NYT, WaPo, New Yorker, Liberal Media Dominates In 2024 Pulitzer Prize Journalism Awards

FILE - A sign for The New York Times hangs above the entrance to its building, May 6, 2021, in New York. The New York Times is getting rid of its sports department and will instead rely on sports coverage from its website The Athletic going forward, according to a report on the media company's website. The move impacts more than 35 people in the sports department.
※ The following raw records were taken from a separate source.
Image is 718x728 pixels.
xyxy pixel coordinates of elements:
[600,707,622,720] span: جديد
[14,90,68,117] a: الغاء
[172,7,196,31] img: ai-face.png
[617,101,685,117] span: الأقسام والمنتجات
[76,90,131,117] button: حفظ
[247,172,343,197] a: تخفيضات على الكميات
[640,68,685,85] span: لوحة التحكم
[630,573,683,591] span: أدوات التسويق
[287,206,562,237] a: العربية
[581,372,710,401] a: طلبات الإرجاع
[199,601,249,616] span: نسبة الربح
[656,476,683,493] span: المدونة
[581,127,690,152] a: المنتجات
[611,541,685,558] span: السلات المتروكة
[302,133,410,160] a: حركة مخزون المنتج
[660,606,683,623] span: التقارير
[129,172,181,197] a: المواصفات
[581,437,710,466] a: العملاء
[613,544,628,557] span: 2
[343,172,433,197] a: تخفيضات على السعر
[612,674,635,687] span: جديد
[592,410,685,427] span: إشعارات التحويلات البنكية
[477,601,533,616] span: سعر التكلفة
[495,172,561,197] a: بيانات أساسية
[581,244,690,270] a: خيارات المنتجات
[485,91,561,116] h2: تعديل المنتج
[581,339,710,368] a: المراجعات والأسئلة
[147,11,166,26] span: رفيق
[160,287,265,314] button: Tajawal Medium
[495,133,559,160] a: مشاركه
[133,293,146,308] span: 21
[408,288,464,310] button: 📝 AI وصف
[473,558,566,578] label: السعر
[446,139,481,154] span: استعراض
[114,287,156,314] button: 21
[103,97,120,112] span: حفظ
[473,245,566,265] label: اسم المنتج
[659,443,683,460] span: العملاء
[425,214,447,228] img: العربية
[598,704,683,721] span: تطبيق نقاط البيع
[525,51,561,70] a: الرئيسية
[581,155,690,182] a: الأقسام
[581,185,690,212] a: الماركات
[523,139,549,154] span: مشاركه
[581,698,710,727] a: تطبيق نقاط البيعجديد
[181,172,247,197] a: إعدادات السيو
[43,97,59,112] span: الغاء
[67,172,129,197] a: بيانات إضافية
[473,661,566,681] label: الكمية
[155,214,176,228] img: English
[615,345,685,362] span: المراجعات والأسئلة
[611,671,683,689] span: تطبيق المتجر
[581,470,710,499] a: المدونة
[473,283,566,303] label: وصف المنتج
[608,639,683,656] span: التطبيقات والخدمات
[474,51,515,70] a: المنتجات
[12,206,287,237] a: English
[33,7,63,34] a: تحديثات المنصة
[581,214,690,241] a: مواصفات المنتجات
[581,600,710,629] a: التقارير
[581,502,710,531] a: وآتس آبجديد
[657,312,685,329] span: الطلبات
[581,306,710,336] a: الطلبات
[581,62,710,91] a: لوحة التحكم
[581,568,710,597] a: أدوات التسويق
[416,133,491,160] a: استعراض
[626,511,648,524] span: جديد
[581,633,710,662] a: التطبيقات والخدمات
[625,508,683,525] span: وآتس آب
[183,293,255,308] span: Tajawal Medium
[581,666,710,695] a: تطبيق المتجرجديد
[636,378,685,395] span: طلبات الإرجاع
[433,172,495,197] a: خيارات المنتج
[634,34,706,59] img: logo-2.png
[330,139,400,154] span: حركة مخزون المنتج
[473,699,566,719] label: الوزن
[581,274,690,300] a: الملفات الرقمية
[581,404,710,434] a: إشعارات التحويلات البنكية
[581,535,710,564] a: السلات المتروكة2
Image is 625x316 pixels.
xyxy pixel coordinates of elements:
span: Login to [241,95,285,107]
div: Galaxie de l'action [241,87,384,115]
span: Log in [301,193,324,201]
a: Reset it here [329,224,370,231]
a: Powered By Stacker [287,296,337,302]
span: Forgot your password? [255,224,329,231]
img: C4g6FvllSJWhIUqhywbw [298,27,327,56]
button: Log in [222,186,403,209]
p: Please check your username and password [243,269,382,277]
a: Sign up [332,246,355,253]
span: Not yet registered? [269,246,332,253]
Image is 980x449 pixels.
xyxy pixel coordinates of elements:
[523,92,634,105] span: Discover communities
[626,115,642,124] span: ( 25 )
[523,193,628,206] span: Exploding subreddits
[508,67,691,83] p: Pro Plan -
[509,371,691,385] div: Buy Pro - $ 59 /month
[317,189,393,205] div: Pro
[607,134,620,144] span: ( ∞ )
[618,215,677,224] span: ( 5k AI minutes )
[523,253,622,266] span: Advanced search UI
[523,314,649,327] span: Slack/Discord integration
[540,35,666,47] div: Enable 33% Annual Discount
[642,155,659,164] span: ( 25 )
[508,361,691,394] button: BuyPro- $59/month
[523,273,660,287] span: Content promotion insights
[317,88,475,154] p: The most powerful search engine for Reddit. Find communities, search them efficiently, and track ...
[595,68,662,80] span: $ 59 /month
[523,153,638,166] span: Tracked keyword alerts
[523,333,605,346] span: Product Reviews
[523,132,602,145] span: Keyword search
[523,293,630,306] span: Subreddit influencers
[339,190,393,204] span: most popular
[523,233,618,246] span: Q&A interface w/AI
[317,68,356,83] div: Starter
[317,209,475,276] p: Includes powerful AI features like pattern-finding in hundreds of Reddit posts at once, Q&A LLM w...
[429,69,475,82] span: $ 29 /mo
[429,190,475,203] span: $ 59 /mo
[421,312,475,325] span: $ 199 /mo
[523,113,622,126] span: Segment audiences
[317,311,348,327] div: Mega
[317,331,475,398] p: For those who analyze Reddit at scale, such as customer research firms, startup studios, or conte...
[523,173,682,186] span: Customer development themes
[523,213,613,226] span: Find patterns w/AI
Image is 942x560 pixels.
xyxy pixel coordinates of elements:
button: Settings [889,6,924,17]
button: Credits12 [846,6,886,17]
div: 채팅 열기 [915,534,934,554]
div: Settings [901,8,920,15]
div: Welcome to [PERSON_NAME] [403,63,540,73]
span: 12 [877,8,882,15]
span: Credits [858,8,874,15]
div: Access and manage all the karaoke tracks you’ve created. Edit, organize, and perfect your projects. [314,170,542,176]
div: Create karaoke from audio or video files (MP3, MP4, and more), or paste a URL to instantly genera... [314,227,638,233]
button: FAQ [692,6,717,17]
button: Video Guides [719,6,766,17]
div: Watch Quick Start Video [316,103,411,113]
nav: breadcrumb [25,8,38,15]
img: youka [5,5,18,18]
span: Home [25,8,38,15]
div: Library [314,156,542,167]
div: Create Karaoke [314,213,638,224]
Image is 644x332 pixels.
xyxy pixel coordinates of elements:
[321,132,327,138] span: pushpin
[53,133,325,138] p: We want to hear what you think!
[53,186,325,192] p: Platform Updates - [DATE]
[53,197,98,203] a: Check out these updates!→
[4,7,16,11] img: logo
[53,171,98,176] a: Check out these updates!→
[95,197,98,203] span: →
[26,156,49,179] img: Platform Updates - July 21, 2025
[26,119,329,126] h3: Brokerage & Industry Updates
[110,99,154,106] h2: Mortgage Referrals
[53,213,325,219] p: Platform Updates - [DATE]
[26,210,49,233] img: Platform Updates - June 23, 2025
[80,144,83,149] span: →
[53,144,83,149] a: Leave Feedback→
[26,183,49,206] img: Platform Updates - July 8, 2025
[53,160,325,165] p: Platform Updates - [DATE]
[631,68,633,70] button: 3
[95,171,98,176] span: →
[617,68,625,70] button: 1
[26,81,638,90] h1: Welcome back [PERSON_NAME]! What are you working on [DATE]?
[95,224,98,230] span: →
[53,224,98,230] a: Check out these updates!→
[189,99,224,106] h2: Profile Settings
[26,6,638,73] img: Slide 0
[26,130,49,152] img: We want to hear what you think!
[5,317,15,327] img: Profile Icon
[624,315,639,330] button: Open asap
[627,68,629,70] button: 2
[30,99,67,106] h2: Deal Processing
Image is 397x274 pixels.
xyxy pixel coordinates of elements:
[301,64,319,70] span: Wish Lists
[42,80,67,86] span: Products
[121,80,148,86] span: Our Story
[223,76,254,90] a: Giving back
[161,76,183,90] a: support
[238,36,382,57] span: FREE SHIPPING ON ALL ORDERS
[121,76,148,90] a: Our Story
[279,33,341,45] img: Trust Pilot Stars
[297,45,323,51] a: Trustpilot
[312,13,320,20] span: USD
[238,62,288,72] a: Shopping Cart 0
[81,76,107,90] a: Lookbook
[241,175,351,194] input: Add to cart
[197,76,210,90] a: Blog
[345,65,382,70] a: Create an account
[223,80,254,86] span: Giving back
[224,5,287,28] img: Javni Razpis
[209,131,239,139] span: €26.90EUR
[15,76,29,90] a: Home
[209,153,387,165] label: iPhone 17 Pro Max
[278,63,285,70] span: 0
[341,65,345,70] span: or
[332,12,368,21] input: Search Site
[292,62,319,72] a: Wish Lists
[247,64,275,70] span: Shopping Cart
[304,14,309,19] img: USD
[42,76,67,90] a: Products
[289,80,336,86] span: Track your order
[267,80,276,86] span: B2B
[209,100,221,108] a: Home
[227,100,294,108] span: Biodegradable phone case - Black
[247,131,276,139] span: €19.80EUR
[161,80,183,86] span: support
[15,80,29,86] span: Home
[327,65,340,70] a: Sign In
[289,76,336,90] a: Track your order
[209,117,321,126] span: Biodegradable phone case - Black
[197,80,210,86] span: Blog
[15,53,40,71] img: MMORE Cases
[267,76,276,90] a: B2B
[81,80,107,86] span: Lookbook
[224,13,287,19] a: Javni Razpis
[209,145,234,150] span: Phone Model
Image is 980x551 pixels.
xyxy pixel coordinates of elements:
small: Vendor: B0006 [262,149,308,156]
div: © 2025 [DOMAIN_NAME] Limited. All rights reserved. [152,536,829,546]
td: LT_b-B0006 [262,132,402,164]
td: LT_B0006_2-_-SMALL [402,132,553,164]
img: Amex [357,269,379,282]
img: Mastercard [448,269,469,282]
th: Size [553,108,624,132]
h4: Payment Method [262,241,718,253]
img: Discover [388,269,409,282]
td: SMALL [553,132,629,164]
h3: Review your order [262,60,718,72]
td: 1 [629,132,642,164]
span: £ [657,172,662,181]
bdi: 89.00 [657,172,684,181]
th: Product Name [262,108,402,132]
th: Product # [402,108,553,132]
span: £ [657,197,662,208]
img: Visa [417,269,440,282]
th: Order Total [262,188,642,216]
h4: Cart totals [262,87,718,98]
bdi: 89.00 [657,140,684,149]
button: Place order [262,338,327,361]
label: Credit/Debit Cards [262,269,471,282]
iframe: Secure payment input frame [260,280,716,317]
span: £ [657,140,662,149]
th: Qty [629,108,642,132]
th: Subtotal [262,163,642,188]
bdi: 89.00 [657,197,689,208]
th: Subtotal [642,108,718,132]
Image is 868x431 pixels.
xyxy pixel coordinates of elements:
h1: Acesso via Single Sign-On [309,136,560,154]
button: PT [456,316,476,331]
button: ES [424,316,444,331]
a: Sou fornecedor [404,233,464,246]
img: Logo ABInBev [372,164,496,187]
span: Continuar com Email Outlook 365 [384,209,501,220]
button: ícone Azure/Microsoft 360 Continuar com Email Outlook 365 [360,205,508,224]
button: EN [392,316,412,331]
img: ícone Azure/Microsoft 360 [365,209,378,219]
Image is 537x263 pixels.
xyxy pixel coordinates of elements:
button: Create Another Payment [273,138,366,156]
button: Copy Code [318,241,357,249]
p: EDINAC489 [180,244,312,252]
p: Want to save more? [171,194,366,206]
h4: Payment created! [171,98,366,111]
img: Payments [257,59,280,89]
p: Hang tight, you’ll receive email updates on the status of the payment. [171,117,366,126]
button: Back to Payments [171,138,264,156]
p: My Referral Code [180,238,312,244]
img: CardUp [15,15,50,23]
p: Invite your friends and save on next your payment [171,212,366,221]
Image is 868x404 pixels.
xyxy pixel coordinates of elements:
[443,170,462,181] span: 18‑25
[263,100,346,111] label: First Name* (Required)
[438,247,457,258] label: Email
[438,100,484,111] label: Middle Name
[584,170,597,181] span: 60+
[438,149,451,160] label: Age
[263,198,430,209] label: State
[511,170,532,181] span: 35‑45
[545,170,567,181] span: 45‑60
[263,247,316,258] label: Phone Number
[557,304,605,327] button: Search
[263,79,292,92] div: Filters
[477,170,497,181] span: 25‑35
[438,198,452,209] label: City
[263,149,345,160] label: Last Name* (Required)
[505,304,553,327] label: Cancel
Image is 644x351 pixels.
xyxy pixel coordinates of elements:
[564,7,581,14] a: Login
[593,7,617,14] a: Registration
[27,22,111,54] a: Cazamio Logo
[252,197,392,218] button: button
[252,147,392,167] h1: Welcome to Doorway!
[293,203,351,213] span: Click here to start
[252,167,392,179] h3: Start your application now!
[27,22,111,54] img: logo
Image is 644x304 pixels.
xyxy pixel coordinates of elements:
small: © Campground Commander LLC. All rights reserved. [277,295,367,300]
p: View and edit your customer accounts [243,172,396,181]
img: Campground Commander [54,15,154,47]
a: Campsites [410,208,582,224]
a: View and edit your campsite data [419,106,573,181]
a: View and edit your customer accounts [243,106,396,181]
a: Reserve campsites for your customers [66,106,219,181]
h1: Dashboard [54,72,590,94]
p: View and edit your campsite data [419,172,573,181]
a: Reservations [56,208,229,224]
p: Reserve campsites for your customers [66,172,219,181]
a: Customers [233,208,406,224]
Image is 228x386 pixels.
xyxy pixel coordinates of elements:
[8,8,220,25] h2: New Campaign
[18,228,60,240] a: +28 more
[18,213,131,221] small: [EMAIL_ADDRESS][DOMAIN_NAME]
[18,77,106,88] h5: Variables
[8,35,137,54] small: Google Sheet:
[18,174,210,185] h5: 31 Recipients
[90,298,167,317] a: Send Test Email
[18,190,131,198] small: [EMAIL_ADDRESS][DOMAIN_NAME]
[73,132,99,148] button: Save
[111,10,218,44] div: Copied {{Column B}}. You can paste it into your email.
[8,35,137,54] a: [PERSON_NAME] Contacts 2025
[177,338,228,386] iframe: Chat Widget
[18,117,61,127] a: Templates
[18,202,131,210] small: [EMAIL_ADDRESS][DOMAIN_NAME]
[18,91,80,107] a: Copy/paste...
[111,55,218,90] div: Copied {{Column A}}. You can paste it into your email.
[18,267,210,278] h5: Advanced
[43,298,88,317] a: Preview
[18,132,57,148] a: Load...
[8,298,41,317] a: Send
The report on Monday, July 10, 2023 said that journalists on the sports desk will move to other roles in The New York Times newsroom and that there were no planned layoffs. (AP Photo/Mark Lennihan, File)

The 2024 Pulitzer Prize winners were announced Monday, with two awards and a special citation going to outlets and journalists for their coverage of the ongoing war between Israel and Hamas.

This year’s prizes reaffirmed the risks journalists take to uncover the truth in areas of conflict and distress.

  • The award for commentary coverage, for example, went to Vladimir Kara-Murza, a contributor for The Washington Post, for columns he authored “at great personal risk from his prison cell” in Russia, warning of the consequences of dissent in Vladimir Putin’s Russia.

While a few local and regional outlets took home prizes, this year’s award winners were dominated by national outlets.

  • The Washington Post and The New York Times won three awards each — the most of any outlet — followed by the Invisible Institute, a Chicago-based independent journalism nonprofit, and Reuters, with two each.

Local California outlets earned three prizes, with the Los Angeles Times, USG Audio California and Lookout Santa Cruz winning one award each.

Several of the prizes were awarded to journalists and outlets whose work shed light on the failures of the U.S. government and its leaders.

Hannah Dreier of The New York Times won the Pulitzer for Investigative Reporting for a series exposing corporate and governmental failures that perpetuate around migrant child labor.